What's probably happening is that once you install ACPID, it spawns a daemon which opens /proc and prevents it from being unmounted. That's the reason the build fails.

The solution is for tklpatch to kill any process that is opening /proc before it umounts, or at least fail if it can't umount. Not sure why it doesn't.

In the meantime, one workaround you could try is to kill your daemon in the conf/post-debs script.

Ben Schwartz's picture

The best suggestion I've seen is:

the debootstrap method for this is:
mv ${ROOT_DIR}/sbin/start-stop-daemon ${ROOT_DIR}/sbin/start-stop-daemon.REAL
cat >${ROOT_DIR}/sbin/start-stop-daemon<<EOF
/bin/true (or something).  and then chmoding +x

That would prevent autostarting any daemons and avoid the need for ad-hoc process killing.

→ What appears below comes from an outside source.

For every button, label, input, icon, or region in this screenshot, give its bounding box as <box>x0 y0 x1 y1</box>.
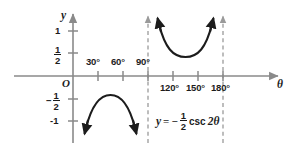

EDIT: An even more principled solution might be to use policy-rc.d to prevent any daemons from launching:

	Most people using chroot jails just need an one-line
script which returns an exit status of 101 as the jailed
/usr/sbin/policy-rc.d script.
...
 Exit status codes:
  0 - action allowed
  1 - unknown action (therefore, undefined policy)
 100 - unknown initscript id
 101 - action forbidden by policy

Liraz Siri's picture

I was thinking of using the fuser command to kill any process that had open files in /proc but neutralizing start-stop-daemon or policy-rc.d should prevent the problem outright. Killing processes can be a bit risky. If you send them a SIGTERM signal, they may ignore it or take their sweet time cleaning up and if you SIGKILL them you may leave something in an inconsistent state.